Verify that the current state is valid and could be released. Will also add license headers where they are missing.
- Add missing license headers.
 - Verify that the checkout is clean.
 - Collect change log items and determine what kind of change it is.
 
nlm release
Intended use: deploy script, or posttest script if not running matrix builds.
Verify that the current state is valid and could be released. Will also add license headers where they are missing.
- Everything 
nlm verifydoes. - If 
hooks#prepareis present in thenlmsection of thepackage.json, the shell command defined by the hook will be executed. - If there are unreleased changes:
- Create a new CHANGELOG entry and update 
package.json#version. - Commit and tag the release.
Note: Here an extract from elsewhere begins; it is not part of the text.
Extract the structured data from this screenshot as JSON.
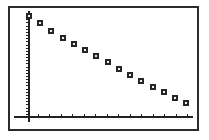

 - Push the tag, and the release branch (e.g. master).
 - Create a GitHub release.
 
 - Create a new CHANGELOG entry and update 
 - Publish the package to npm or update 
dist-tagif required. 
By default nlm release will not do anything unless it's running on CI.
You can force a release by running nlm release --commit.
Note: If your current version is below 1.0.0, nlm will always release 1.0.0. The semantics of versions below 1.0.0 can be tricky and nlm tries to not make any assumptions about how people might interpret those version ranges.
nlm changelog
Preview the changelog that would be generated by the commits between the last version tag and the 
current HEAD.
If there are no unreleased commits, the output will be empty.